Monday, 18 December 2023

Assessment of trends in cobalt mining and processing in relation to mineralogy

The long-term availability of mineral resources is crucial for sustaining human society, technology and economic activity, a need that is growing to enable the energy transition and this is particularly true for byproduct metals. 

In the special case of cobalt, despite its significance for key technologies supporting the energy transition (batteries, permanent magnets), the decision to mine cobalt alongside nickel or copper depends on the extraction costs and the revenues coming from the main metal, while extracting cobalt as a by-product hinges on the cost of producing a sellable concentrate and its market price. This often results in variable and relatively low recovery rates for cobalt compared to the main commodity. 

It has long been  recognized that ore mineralogy and mineralogical deportment play a key role in defining by-product recoverability. Classical reporting schemes for cobalt resources often fail to capture this information and it is therefore useful to estimate the so-called “recoverable resource” for by-product metals such as cobalt, i.e., the amount of the mineral resources that could, if desired, be extracted and put into use over the near future. 

In his keynote lecture at Process Mineralogy '24 Dr. Quentin Dehaine will present detailed data sets which have been compiled on global cobalt production statistics by mine/operation and reported cobalt mineral resources by projects, deposit type, and ore types, as well as cobalt mineralogy and deportment in Finnish deposits. This information allows for a comprehensive assessment of recent trends in cobalt mining in relation to cobalt mineralogy and processing technology. Combining this with cobalt mineral resources and mineralogical information allows for the assessment of recoverable cobalt resources, as well as mineral-based national resource estimates, as he will show for Finland. Ultimately this can be used to define roadmaps to support the development of new projects, but also to compare different scenarios for joint downstream refining activities.

Quentin Dehaine is a senior researcher at the Geological Survey of Finland where he has been leading several national and EU research and innovation projects on ore geology, mineral processing, traceability and geometallurgy of battery minerals (cobalt, lithium) and critical raw materials such as rare earths elements. After completing his PhD at the University of Lorraine, France, he was a postdoc researcher at the Camborne School of Mines, working on the geometallurgy of cobalt from the Democratic Republic of Congo. In 2019, Quentin joined the Geological Survey of Finland with the objective of developing innovative integrated approaches to support mine value chain optimisation, responsible sourcing, reducing technical risk, maximising resource efficiency and minimising environmental impacts. Quentin is also the officer for Scandinavia within the International Union of Geological Sciences Initiative on Forensic Geology.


◆ EXERCISE DETAILS
From the entries below, report only the number of lines that contain the word "cross".

◆ MATERIAL PROVIDED
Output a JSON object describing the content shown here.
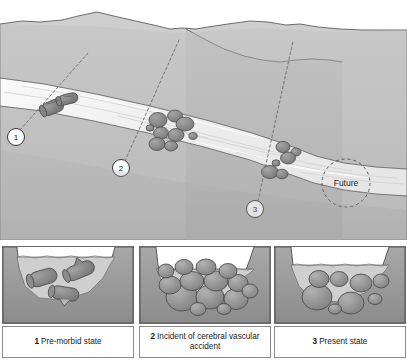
{
  "figure": {
    "background_color": "#ffffff"
  },
  "main_scene": {
    "name": "river-valley-landscape",
    "colors": {
      "sky": "#ffffff",
      "far_hill": "#c9c9c9",
      "near_hill": "#b5b5b5",
      "foreground": "#a9a9a9",
      "river": "#f2f2f2",
      "river_shadow": "#e0e0e0",
      "rock": "#8e8e8e",
      "rock_dark": "#6f6f6f",
      "outline": "#4a4a4a"
    },
    "markers": [
      {
        "id": "marker-1",
        "label": "1",
        "cx": 16,
        "cy": 137,
        "leader_to_x": 88,
        "leader_to_y": 53
      },
      {
        "id": "marker-2",
        "label": "2",
        "cx": 121,
        "cy": 168,
        "leader_to_x": 179,
        "leader_to_y": 40
      },
      {
        "id": "marker-3",
        "label": "3",
        "cx": 255,
        "cy": 209,
        "leader_to_x": 293,
        "leader_to_y": 41
      }
    ],
    "future_zone": {
      "label": "Future",
      "cx": 346,
      "cy": 183,
      "r": 24
    }
  },
  "panels": [
    {
      "id": "panel-1",
      "number": "1",
      "caption": "Pre-morbid state",
      "art_name": "cross-section-premorbid",
      "obstruction_type": "logs",
      "water_level": 14,
      "obstruction_count": 3
    },
    {
      "id": "panel-2",
      "number": "2",
      "caption": "Incident of cerebral vascular accident",
      "art_name": "cross-section-incident",
      "obstruction_type": "boulders",
      "water_level": 26,
      "obstruction_count": 14
    },
    {
      "id": "panel-3",
      "number": "3",
      "caption": "Present state",
      "art_name": "cross-section-present",
      "obstruction_type": "boulders",
      "water_level": 22,
      "obstruction_count": 8
    }
  ]
}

◆ WRITTEN RESPONSE
3